Wednesday, October 29, 2014

Royals rout Giants, send World Series to Game Seven


KANSAS CITY, Missouri -- The Kansas City Royals awoke from their hitting slumber in a 10-0 thrashing of the San Francisco Giants on Tuesday to stave off elimination and force the World Series to a decisive seventh game.



After a 162-game regular season and three rounds of postseason action, the Major League Baseball championship will come down to one game with the Giants chasing a third title in five years and the never-say-die Royals looking to end a 29-year championship drought.

The Royals entered the contest trailing the best-of-seven series 3-2 and having not scored a run in 15 innings.

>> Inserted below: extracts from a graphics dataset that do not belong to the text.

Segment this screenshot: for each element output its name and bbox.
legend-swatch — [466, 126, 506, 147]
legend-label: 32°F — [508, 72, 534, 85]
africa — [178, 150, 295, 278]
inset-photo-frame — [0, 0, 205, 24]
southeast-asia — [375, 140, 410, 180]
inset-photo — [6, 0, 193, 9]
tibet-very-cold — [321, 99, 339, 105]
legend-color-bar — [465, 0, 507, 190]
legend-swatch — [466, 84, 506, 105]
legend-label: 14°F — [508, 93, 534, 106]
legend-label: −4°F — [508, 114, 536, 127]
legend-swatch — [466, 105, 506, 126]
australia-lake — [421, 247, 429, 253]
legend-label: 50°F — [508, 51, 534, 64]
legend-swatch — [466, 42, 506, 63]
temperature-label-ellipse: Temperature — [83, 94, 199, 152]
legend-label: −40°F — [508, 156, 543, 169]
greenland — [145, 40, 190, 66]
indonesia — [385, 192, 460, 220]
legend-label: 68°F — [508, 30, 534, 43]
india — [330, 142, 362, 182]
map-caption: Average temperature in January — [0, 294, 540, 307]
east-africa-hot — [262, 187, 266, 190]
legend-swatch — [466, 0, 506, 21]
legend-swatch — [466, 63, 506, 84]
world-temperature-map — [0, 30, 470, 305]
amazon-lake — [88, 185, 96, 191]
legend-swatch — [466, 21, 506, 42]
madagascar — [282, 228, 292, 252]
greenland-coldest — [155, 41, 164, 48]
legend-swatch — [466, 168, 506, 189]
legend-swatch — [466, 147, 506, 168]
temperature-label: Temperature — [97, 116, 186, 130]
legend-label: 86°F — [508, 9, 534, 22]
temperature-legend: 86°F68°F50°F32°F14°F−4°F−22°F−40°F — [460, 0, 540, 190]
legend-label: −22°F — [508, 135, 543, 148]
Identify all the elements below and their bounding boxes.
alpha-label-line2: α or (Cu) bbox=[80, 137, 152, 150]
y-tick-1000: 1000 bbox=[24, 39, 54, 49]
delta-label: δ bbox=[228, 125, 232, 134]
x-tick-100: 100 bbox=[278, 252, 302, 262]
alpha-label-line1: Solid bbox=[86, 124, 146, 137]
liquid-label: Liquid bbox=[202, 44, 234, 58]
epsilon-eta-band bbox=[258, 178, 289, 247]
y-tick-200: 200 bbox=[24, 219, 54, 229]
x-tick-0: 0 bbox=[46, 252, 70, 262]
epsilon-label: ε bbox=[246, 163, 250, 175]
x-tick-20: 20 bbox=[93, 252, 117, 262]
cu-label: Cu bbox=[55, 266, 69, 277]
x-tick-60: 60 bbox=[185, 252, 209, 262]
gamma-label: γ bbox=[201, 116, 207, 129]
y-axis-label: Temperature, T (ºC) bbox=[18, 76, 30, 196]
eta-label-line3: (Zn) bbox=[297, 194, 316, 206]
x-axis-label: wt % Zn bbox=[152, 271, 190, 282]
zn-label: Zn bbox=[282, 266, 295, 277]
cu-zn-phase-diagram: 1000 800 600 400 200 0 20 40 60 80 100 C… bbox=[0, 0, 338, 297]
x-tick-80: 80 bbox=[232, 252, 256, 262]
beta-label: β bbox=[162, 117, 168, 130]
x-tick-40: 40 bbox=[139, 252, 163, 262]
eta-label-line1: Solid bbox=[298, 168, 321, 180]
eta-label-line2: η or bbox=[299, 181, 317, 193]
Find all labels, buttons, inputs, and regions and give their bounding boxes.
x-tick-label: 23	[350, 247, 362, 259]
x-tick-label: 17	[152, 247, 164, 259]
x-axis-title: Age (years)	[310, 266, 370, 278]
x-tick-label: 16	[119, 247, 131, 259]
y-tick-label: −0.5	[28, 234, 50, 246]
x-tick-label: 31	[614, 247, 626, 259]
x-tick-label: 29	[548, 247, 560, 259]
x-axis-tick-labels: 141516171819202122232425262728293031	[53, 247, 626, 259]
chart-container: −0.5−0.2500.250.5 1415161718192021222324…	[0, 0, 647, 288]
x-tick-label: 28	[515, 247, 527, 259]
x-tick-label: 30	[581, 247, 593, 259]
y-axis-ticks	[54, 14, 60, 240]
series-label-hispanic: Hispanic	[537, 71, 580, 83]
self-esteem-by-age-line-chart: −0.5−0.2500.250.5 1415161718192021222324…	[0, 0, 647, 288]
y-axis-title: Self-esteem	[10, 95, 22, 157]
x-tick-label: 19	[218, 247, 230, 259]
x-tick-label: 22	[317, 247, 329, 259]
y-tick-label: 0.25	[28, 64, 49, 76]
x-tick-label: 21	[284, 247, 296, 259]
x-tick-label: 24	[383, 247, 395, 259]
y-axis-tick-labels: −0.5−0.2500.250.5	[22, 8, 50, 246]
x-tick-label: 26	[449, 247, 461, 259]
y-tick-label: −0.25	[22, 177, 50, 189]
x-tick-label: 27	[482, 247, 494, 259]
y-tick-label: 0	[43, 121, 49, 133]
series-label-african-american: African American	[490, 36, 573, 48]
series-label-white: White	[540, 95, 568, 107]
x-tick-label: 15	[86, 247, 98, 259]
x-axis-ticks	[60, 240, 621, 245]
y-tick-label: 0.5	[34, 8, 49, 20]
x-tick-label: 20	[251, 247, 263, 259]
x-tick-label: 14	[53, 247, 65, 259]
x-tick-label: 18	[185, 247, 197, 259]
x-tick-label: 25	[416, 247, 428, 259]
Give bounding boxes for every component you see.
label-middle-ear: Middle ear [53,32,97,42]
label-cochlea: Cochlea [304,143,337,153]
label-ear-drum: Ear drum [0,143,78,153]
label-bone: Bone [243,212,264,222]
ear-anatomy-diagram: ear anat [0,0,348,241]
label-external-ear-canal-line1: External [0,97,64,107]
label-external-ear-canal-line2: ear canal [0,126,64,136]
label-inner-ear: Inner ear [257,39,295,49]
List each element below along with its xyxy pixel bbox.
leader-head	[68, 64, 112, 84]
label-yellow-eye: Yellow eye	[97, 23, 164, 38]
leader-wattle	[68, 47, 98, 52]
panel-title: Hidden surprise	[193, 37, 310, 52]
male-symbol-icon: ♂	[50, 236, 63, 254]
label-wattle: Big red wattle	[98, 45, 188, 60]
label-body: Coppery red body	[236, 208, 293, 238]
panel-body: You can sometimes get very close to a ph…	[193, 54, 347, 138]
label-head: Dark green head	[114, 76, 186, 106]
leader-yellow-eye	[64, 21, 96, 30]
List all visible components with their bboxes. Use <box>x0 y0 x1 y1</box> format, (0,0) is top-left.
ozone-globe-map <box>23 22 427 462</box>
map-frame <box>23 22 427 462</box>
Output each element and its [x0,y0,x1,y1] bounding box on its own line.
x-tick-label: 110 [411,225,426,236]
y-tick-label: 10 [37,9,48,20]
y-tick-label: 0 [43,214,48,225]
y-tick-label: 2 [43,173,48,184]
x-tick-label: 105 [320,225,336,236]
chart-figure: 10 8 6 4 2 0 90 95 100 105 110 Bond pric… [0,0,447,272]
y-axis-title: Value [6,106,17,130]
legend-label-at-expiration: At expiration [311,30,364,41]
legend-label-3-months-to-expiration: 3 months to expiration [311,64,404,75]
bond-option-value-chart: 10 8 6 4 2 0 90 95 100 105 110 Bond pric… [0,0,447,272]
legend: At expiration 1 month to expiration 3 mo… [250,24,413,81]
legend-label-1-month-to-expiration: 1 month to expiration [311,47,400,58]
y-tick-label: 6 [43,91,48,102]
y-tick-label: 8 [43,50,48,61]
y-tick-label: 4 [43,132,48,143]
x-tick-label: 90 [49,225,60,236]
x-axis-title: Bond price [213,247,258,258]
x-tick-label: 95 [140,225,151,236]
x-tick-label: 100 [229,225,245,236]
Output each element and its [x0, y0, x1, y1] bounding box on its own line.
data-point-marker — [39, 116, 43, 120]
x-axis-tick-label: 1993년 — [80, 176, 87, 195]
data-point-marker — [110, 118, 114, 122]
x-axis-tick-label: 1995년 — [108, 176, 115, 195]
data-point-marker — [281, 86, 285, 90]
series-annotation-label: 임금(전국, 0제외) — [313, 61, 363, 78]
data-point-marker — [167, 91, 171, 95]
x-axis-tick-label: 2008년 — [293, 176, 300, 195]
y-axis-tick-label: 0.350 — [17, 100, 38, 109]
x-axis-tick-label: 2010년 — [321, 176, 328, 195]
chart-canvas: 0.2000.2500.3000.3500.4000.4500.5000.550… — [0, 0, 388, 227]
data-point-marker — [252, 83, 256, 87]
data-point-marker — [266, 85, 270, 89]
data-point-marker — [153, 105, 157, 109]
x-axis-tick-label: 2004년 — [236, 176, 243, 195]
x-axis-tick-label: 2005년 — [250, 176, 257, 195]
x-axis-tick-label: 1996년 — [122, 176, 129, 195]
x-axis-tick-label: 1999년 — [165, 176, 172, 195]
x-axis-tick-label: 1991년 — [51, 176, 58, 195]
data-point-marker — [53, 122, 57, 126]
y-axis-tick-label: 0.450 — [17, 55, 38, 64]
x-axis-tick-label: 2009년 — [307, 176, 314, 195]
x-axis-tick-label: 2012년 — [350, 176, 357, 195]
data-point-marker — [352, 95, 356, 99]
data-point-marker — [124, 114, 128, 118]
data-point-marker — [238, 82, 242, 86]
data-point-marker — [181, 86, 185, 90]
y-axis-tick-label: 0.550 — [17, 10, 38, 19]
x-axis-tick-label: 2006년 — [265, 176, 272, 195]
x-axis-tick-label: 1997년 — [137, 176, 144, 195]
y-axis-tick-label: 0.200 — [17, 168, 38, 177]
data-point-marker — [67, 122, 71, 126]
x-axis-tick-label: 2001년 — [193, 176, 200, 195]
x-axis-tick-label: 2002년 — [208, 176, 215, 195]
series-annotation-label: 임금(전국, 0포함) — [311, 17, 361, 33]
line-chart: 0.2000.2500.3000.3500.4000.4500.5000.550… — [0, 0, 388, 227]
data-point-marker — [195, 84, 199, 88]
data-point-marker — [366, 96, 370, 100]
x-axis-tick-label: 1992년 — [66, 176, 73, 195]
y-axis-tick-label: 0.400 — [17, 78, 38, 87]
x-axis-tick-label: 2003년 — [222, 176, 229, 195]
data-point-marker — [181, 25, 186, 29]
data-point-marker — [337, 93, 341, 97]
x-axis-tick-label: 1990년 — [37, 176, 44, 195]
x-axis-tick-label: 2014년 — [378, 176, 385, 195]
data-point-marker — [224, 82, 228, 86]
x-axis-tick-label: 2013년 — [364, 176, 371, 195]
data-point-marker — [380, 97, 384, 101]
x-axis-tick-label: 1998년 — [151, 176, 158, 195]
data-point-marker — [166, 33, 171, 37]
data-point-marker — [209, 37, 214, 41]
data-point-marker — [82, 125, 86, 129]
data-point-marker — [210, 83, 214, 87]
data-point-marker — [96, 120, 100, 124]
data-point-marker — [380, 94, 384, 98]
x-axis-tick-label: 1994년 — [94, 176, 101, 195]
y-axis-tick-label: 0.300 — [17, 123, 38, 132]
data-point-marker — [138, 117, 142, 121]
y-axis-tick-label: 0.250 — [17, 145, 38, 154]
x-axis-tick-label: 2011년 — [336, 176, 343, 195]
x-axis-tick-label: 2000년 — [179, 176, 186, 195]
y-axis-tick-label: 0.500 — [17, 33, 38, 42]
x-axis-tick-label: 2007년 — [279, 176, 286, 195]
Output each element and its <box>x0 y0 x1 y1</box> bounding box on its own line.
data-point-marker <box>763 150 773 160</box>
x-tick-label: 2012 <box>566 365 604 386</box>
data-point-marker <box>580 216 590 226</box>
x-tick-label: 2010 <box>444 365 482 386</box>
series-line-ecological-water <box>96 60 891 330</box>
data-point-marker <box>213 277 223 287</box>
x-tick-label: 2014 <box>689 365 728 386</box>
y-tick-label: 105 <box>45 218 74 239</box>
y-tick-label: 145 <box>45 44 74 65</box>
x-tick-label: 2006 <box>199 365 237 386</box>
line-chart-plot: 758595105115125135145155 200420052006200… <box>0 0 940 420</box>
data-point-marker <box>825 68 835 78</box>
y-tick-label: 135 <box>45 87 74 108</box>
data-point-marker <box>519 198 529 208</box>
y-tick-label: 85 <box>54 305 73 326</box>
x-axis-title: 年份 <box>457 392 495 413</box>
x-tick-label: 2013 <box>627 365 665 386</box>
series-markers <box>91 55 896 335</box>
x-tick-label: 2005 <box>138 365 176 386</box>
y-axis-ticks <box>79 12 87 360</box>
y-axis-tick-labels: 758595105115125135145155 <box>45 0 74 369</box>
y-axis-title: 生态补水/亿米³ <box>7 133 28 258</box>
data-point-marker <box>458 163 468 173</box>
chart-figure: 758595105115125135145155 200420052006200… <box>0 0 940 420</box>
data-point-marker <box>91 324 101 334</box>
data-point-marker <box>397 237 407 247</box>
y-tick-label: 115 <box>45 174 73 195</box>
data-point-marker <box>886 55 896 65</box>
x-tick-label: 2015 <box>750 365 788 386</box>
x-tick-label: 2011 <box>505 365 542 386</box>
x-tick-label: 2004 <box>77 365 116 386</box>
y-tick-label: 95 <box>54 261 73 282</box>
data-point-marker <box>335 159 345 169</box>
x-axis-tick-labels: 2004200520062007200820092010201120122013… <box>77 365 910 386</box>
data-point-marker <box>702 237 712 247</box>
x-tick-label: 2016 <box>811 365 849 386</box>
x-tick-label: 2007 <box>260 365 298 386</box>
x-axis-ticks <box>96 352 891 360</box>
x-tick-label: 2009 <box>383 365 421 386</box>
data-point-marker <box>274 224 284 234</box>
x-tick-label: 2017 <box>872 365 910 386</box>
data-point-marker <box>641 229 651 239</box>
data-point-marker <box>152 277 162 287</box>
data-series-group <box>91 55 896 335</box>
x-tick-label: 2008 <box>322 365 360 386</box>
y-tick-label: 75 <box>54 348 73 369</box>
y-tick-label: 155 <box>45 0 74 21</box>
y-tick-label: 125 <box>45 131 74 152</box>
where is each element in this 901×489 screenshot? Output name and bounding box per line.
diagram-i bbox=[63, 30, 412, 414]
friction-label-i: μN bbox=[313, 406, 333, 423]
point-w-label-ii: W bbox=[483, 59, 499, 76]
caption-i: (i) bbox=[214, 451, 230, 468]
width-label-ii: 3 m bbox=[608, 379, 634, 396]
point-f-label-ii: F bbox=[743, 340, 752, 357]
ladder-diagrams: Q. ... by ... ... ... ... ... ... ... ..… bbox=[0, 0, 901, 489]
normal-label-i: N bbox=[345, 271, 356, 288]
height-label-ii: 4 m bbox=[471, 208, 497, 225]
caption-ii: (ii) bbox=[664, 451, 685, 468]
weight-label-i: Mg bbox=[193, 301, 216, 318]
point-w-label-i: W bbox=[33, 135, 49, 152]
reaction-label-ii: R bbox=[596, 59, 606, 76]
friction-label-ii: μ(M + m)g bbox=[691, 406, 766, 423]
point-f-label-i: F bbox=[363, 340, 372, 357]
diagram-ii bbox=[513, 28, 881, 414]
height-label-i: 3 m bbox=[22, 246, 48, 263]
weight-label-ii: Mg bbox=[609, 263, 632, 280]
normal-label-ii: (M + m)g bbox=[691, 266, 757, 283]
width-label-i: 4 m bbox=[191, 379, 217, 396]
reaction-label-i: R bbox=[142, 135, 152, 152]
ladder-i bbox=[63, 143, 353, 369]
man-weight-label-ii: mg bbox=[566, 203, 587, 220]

But Kansas City batters rediscovered their groove in the second inning of Game Six when they exploded for seven runs on eight hits to chase Giants starter Jake Peavy after just 1-1/3 innings and set the stage for a comprehensive rout.

"Guys stepped up in a big way tonight. We felt we just had to get it done, find any way possible to get on base and drive in runs," said Royals outfielder Lorenzo Cain, who contributed a pair of hits and three RBI to the Kansas cause.

Game Seven is Wednesday in Kansas City.

Before the end of the third inning every member of the Royals starting lineup had at least one hit, Mike Moustakas leading the hit parade with a double and a home run.

In contrast, San Francisco bats went quiet with inspired Royals rookie Yordano Ventura pitching seven shutout innings.

The 23-year-old Dominican fireballer, sporting hand-written tributes on his cap, glove and shoes in tribute to compatriot Oscar Taveras, the St. Louis Cardinals outfielder who was killed in car accident on Sunday, was brilliant allowing just three hits while striking out four with five walks.

"I don't really know what more to say. I mean you got a 23-year-old kid in the biggest game this stadium has seen in 29 years and our backs against the wall and he goes out there in complete command of his emotions ... and throws seven shutout innings," Royals manager Ned Yost told reporters.

"We talked all along about how special he is. This just shows, you can't get in a bigger stage then he was on tonight and to perform the way that he did tonight was just special."

Moustakas sparked the second inning burst with a sharply hit double down the right field line that cashed in Alex Gordon with the game's first run.

With the bases loaded Nori Aoki singled to left driving in a second run to bring Peavy's night to a quick end, the right-hander surrendering five runs on six hits.

The pitching change did nothing to slow down the rampaging Royals, Cain welcoming Yusmeiro Petit to the game with a bases-loaded looper to centre field that scored two more runs.

Eric Hosmer added to the assault with a two-run double before Billy Butler capped off the big inning with an RBI double to whip the capacity crowd into a frenzy.

The Giants looked poised to hit back in the third after loading the bases only to watch Buster Posey hit into double play to end the threat.

The Royals, however, were far from done, Cain adding an RBI double in the bottom of the third and Alcides Escobar cracking another run scoring double in the fifth followed a by Moustakas solo home run in the seventh.